The Fix reached out to the Republican club via email several weeks ago asking whether it considers its actions harassment and if it will continue to attend and/or document events on campus. The club did not to either email sent in the past several weeks.
However, a national free speech group criticized the investigation.
“Universities that promise free expression can only punish speech as harassment when that speech is ‘severe, pervasive, and objectively offensive,’” Dominic Coletti said in an email. “That’s a deliberately high bar and protects most offensive or ‘hate’ speech.”
The Foundation for Individual Rights and Expression program officer also addressed whether universities should have protections against filming and taking photos at events open to the public.
“Colleges can set reasonable time, place, and manner restrictions on their students’ ability to record, but these must be reasonably related to university operations,” he told The Fix in the same email. “Where students are not obstructing walkways or otherwise disrupting campus by filming, universities should allow them to record in generally public areas.”
The filming drew external pressure from a national Muslim group.

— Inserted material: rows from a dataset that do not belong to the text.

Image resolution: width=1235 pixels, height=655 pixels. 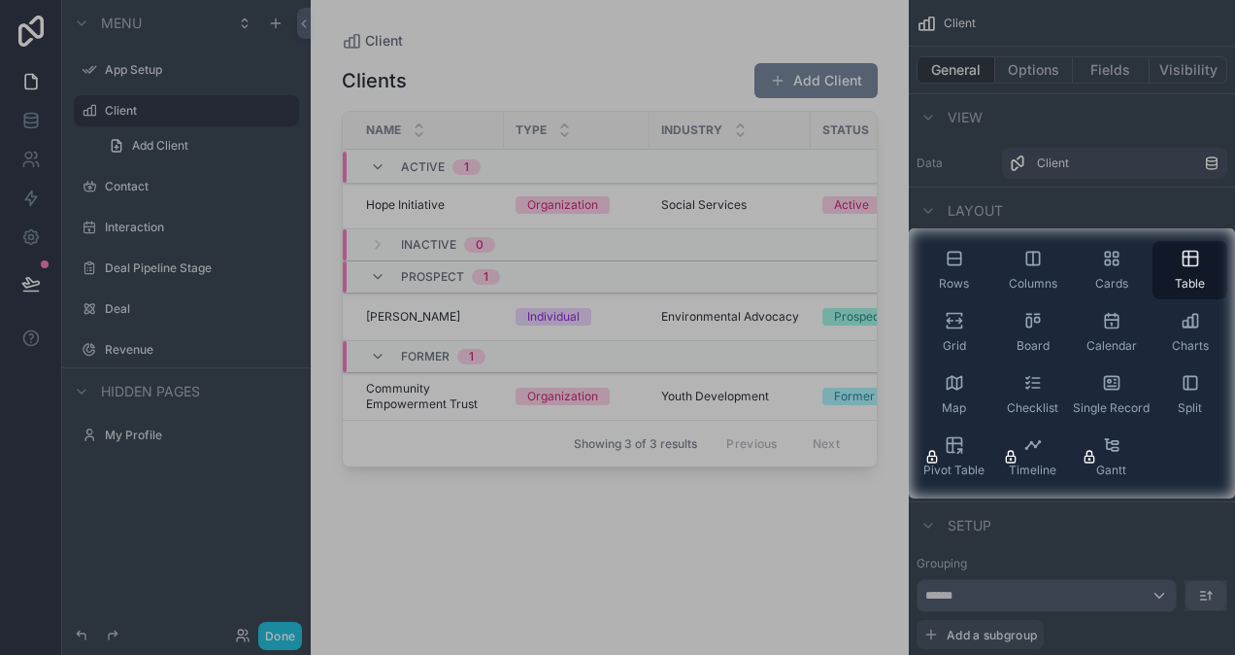 I want to click on span: Map, so click(x=954, y=408).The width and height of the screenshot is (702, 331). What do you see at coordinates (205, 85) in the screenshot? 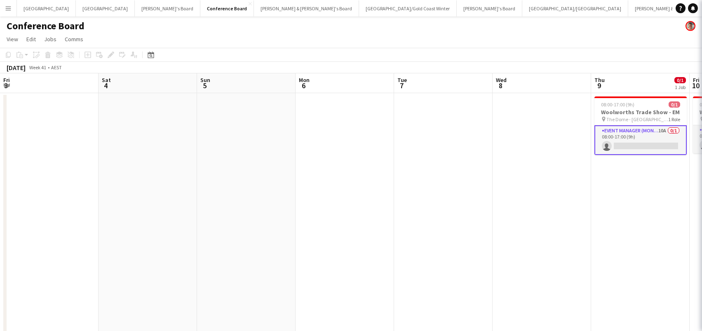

The Council on American-Islamic Relations, which called for Harvard to punish the Republican group, declined to comment on what specific harm it believes the filming and criticism caused to students. The group shied away from comment after publicly urging sanctions against the club.
Instead, National Deputy Director Edward Mitchell deferred media inquiries to Muslim students at Harvard.
The Fix reached out to the Harvard Islamic Society co-president Moeen Razzaque via email asking whether his group has concerns that punishing the College Republicans club for criticizing an event could be used against Muslim students in the future–such as if Students Supporting Israel brought in a speaker that pro-Palestinian students wanted to protest or criticize
Razzaque did not respond to multiple emails in the past several weeks.
However, he previously wrote an op-ed for The Harvard Crimson criticizing the filming and social media comments actions as antithetical to Harvard’s commitment to religious pluralism.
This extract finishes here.